By Jonathan Cable
LONDON (Reuters) - Sterling will recover some of its recent lost ground later this year, a Reuters poll found, but that optimism is threatened by uncertainty around Britain's upcoming referendum on whether to leave the European Union.
The pound is down around 4 percent against the dollar since the United States Federal Reserve raised interest rates for the first time in nearly a decade late last year and is currently trading around $1.45.
With diminishing prospects for a rate rise in Britain, the pound sank to a seven-year low of $1.4079 late last month. But the latest poll of more than 50 foreign exchange strategists taken this week suggested that weakness won't last.
Sterling will fall to $1.43 in a month and then to $1.42 in three but in a year's time it would be back at $1.47, the poll predicted. The latest forecasts are weaker than those taken a month ago.
Around three quarters of strategists who answered an extra question said risks to forecasts were to the downside ahead of a vote on whether Britain stays in the EU or chooses "Brexit".

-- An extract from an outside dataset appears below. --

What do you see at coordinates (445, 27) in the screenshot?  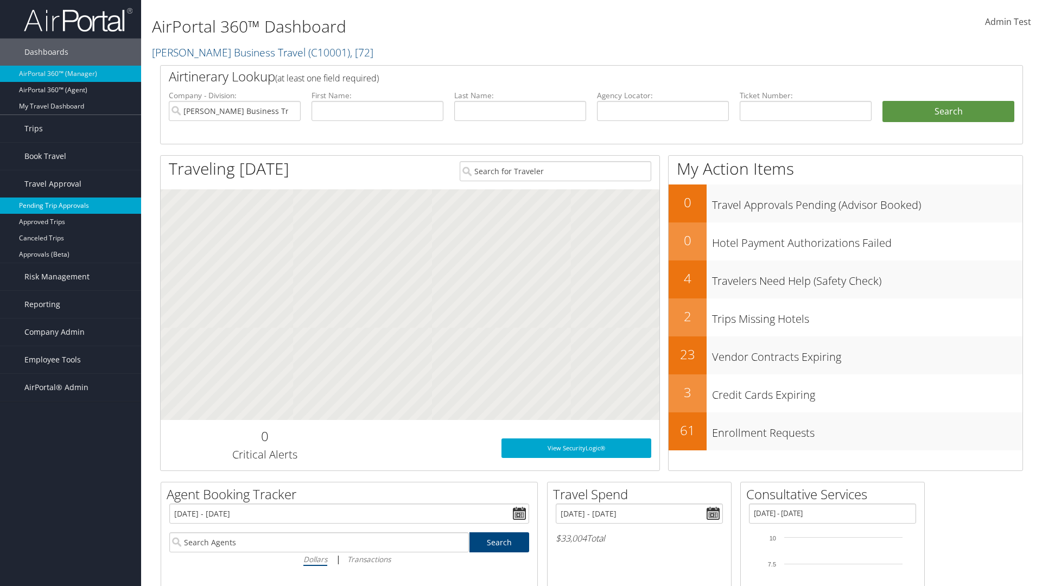 I see `h1: AirPortal 360™ Dashboard` at bounding box center [445, 27].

"Brexit is not in our central case. But if it looks like occurring, that could weigh on sterling," said Chris Hare at Investec.

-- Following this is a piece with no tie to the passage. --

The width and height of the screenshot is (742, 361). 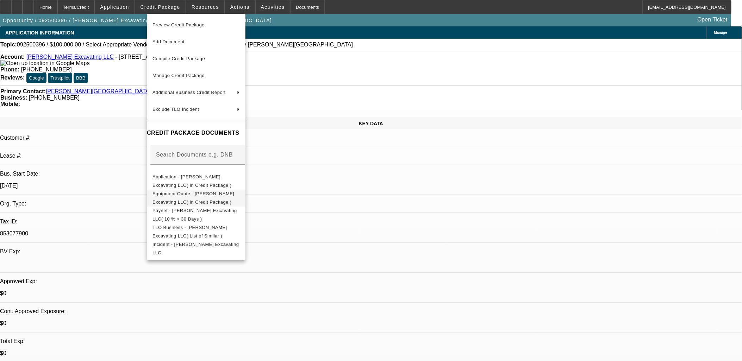 I want to click on span: Compile Credit Package, so click(x=179, y=58).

Prime Minister David Cameron has promised a vote by the end of 2017 and the latest opinion polls have shown voters are almost evenly split.
Cameron said on Tuesday the vote could come within "a few months" if other EU countries back a series of proposed changes to the bloc which were announced earlier in the day.
Other strategists said the economy and monetary policy would be the deciding factor.
The Bank of England is now not expected to raise Bank Rate from its record low 0.5 percent until at least October as inflation holds stubbornly below the Bank's 2 percent target. [BOE/INT]
Sterling markets don't expect that to happen until 2018.
Last month's Reuters poll of economists also said Britain's economy would grow a steady 0.6 percent per quarter through to 2017.
Against the euro the pound is forecast to make steady gains. The European Central Bank is widely expected to loosen policy further when it meets next month as it fights its own battle to bring up desperately low inflation.
In a month, one euro will buy you 75.3 pence, in three months it will be worth 75.0p while in a year you would get just 71.4p, the poll found. It closed at 75.7p on Tuesday.